If a record below holds a picture, leave the picture out and copy the rest exactly.

Supplied records Block Start

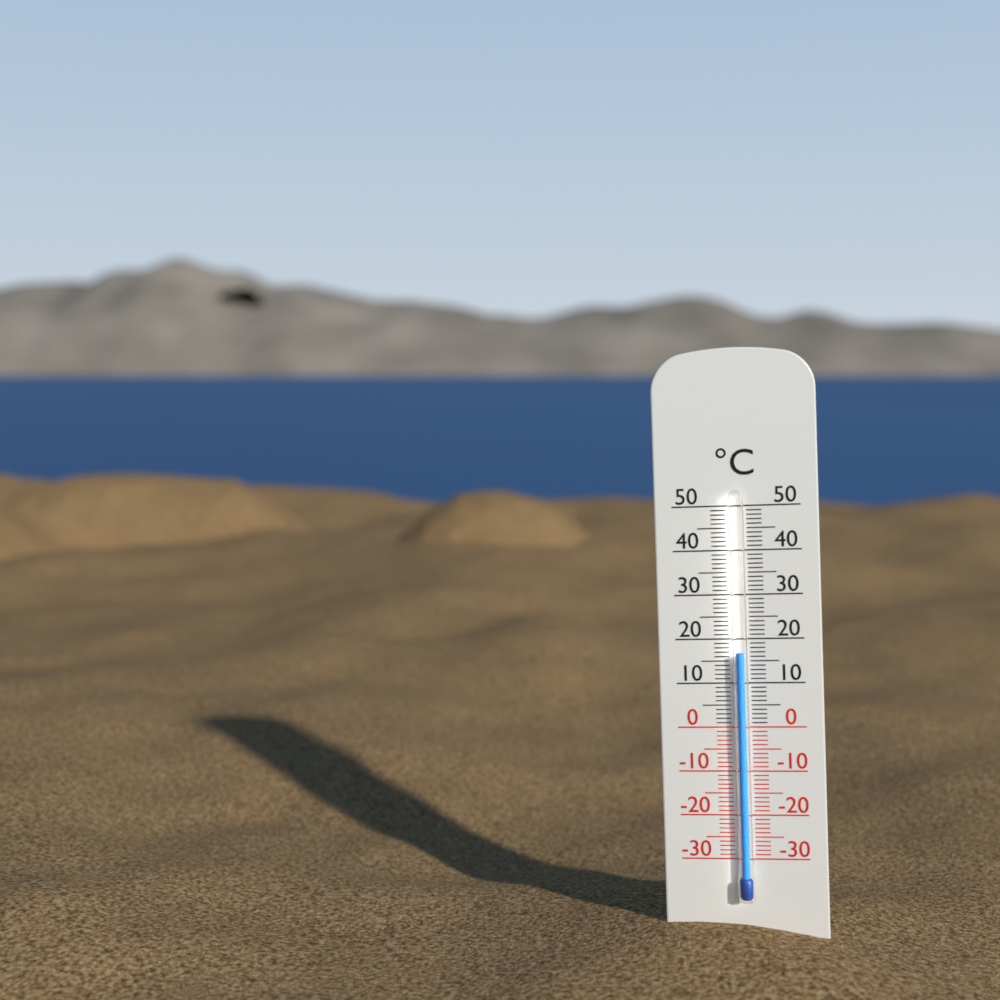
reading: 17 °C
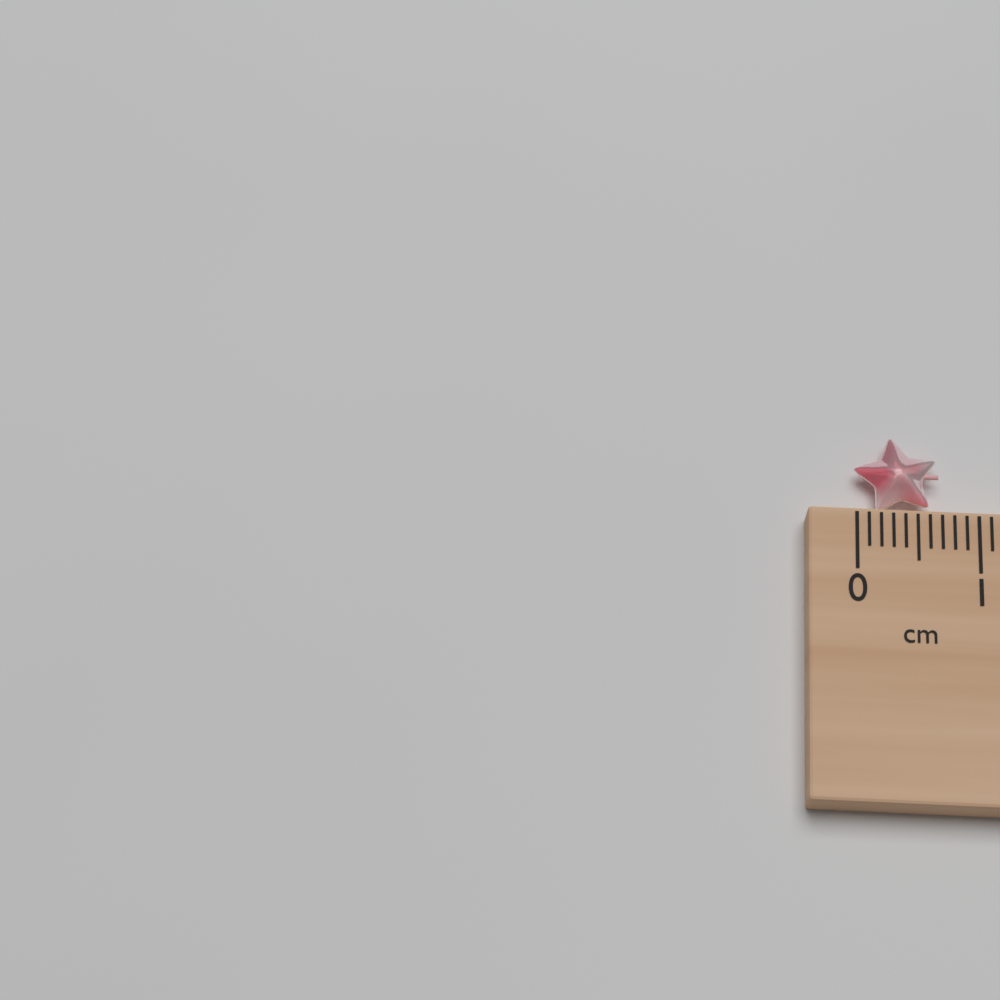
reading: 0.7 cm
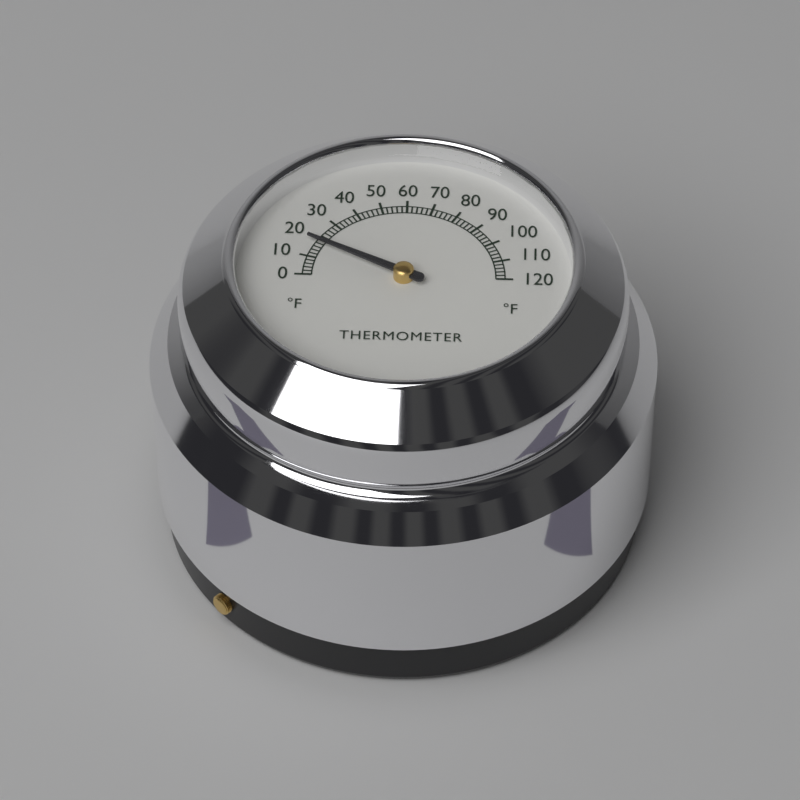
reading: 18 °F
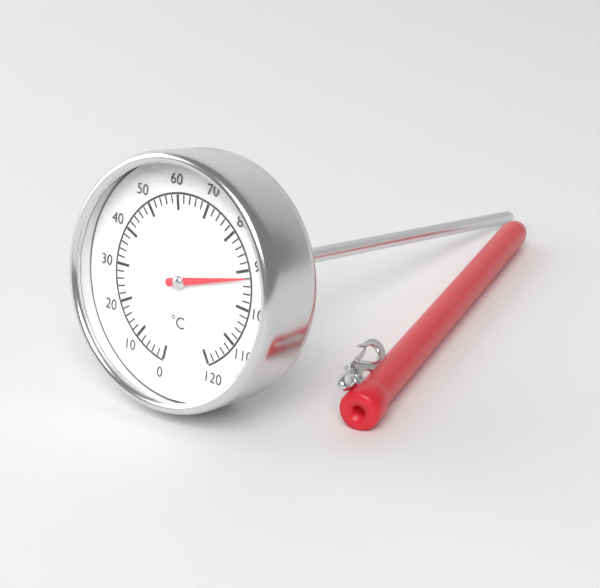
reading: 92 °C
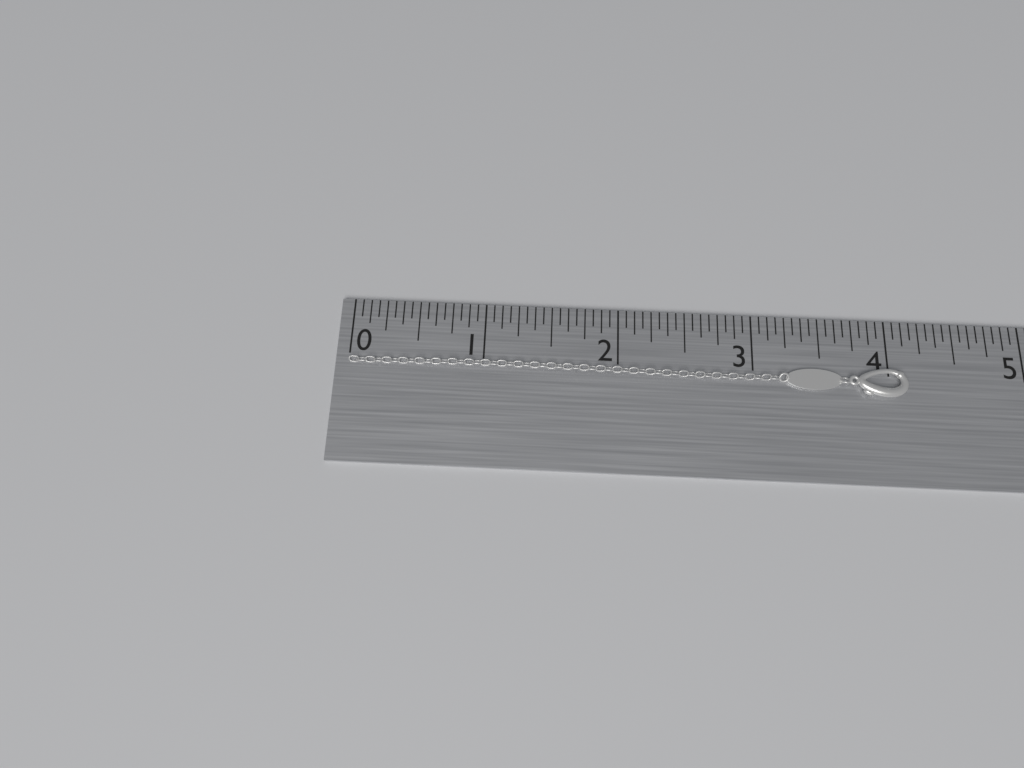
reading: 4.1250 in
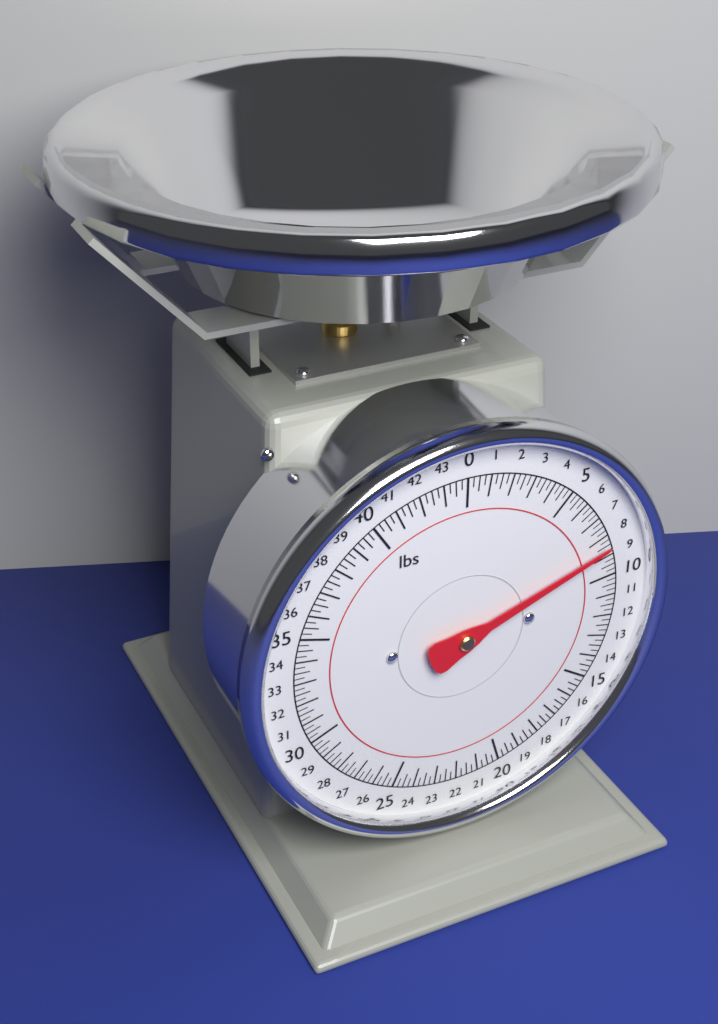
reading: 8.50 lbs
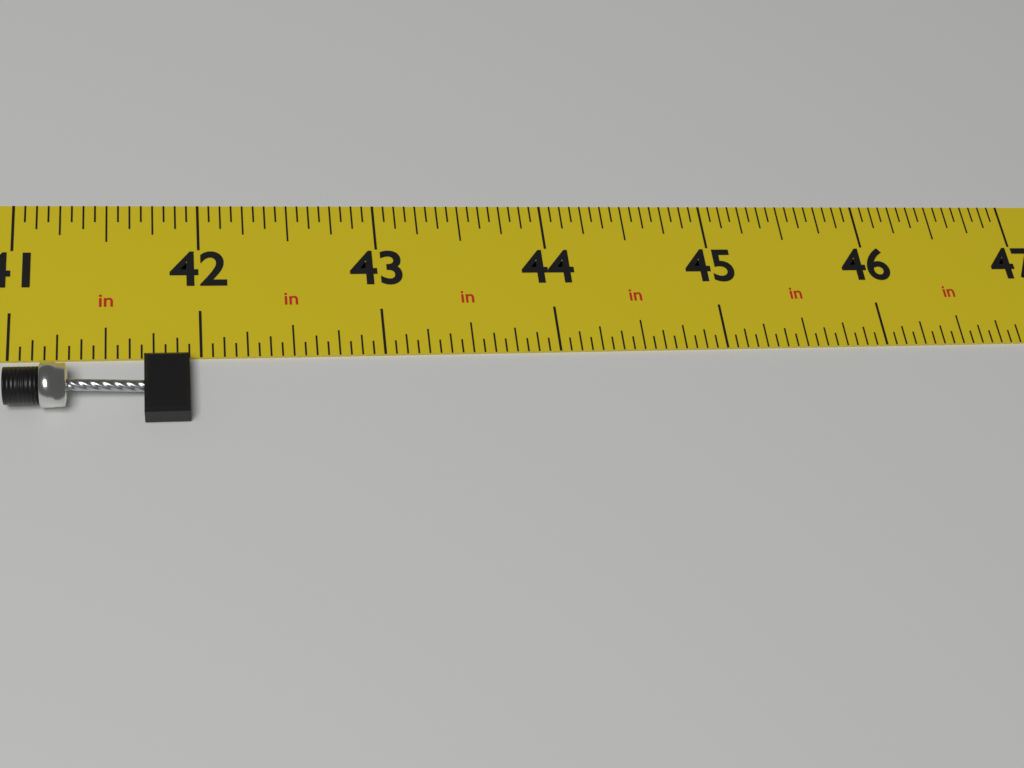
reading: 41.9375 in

Supplied records Block End

* Exercise output
reading: 17 °C
reading: 0.7 cm
reading: 18 °F
reading: 92 °C
reading: 4.1250 in
reading: 8.50 lbs
reading: 41.9375 in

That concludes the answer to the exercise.